Jun 20, 2010

All-nighters in the airports

Back in Estonia - sleepy and confused by the sun that takes hours to set

As I had prepared well for a long lonely stay in the airport, it was only logical that I met by chance the Latvian girl Lasma already before the first check-in. We didn't have much chance to hang out after a first wee while during our year in Montpellier and here comes life, offering us the next great opportunity on a silver plate. We took the same sequence of planes home. This week-end sounds good from the start!

I decided against leaving my bags in the locker and going to discover the charms of Charleroi. Instead, I positioned myself between 4 huge rucksacks on a chair in front of the café, to sit back, relax and enjoy. And enjoy I did. 17 hours of overnight waiting as a concious choice can be very interesting.

As the planned entertainment, I was trying to get over and done with the 900g War & Peace that I have been reading for more than a year. I've been noting down the paragraphs I like and today I found this one: Pierre's madness simply meant that he didn't wait, as in days gone by, for people to show personal qualities, what he might call virtues, before loving them. With his heart overflowing with love he loved people for no reason at all, and then had no trouble discovering many a sound reason that made them worth loving.


Whilst the sky lights change from dark rainy gray to sunshine blue to sunset yellow to streetlight orange to clear blue sunrise and back to dark rainy gray, ...

... Chinese schoolgirls giggle over anime on my left and Japanese schoolboys snore away on my right;

... conversations in all kinds of languages swirl around me. I hear Estonian but choose not to react;

... a dude with a familiar accent (Polish?) walks to me and asks the results of the most recent football match - can't help you, sorry;

... children climb up and down their parents;

... a wrinkly gray-haired man strokes the knee of a girl seemingly 30 years younger than him. I find it strange and stare. The older woman sipping her beer next to them seems to think the same, or maybe she just follows the fireline starting from my eyes. She is even funnier to watch;

... the fat man guided by his belly wobbles past several times;

... a big guy with red hoody stops to read the title of my book and shrugs to say i'm impressed! to the universe in general, while I stand nearby, having another coffee and stretching my legs.
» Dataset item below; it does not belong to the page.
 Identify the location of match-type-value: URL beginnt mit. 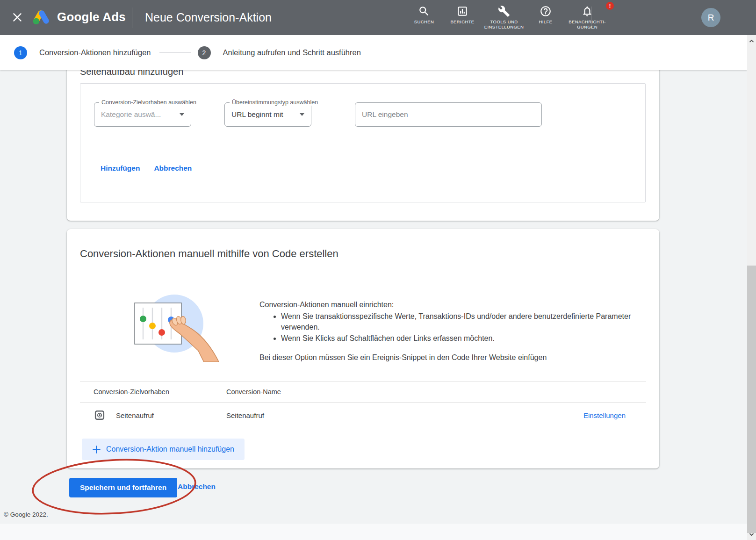
(263, 115).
... at some point during the morning, surfers arrive. The one who's dragging his surfing board that is packed up in bubble wrap and carton, back and forth in the corridor, gets thirsty looks from us two girls who see it as the perfect bed.

Many people get a beer as their in-between flights drink. The most interesting specimens get more than a beer to fill up those long waiting hours. I take a note of a french-speaking monsieur - quite round-footed already - heartily shaking hands with two Brits. I forget about them all until 3 hours later the monsieur is escorted somewhere to the far right by rather amused policemen who give directions as they go: "Allez-y, on va prendre un petit café!". The Brits continue. I prefer coffee, especially when I'm alone, have to stay awake 13 more hours and can't go to toilet for another 7 hours without dragging all the 60 kilos of luggage with me.
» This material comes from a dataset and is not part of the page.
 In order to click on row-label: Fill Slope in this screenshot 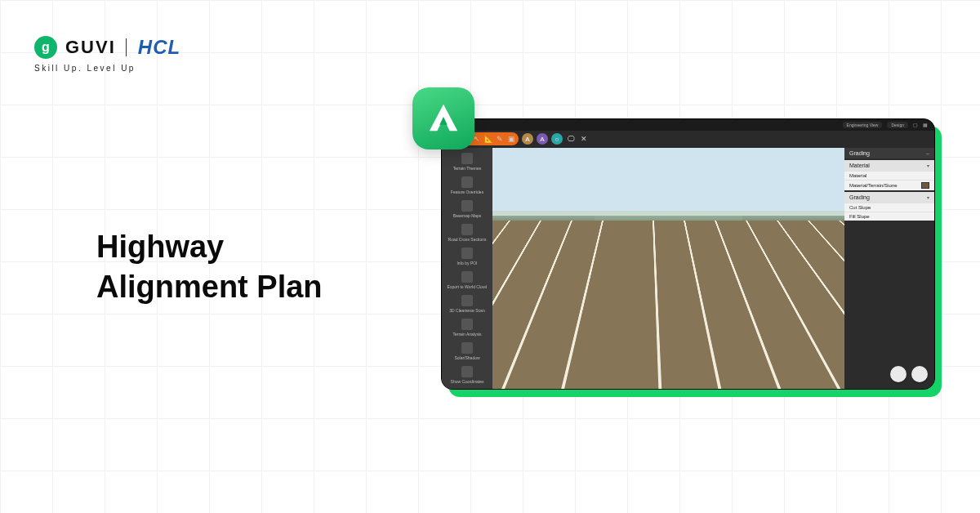, I will do `click(859, 216)`.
I'm being people-watched too. Some of them seem to enjoy it as a good pastime just like me, some of them are more interested, some even get the fifth, seventh or eleventh look back. Some of them people-stare. A typical darker-toned sir walks past the 3rd or the 4th time, preying my eyes for the second look. To my relief, a teenage boy is always straggling behind him (younger brother? son?). I practice the real meaning of the phrase she wouldn't give him a second look, making every effort to put on my best bored-to-death impression.

One of the Japanese schoolboys takes a long time to plug his laptop into the socket behind my chair. I start wondering if he is reading the text on my screen and whether or not he would be offended by it, considering that the two of them seem to be speaking American English, could be anything between 19 and 35 years old and are probably not even remotely connected to Japan. The Chinese girls next to me turn out to be Korean CouchSurfers, but the drunken Brits are still not Estonians, even though they shout the name of this country far too many times.

4 more hours to go and I still don't feel like sleeping, neither am I bored. It is like a huge international party with all those young people nodding off in the corners, saying Hi! to each other and laughing together when someone farts really loud in their sleep.

One year ago I slept under those same benches, guarded by Latvian friends that I had made earlier in the airport bus. Seems a bit like a dèja vu and I'd be happy to do it again!

1 comment:

beth said...

such a great description of the airport waiting game (and very beautifully written too m'deary!)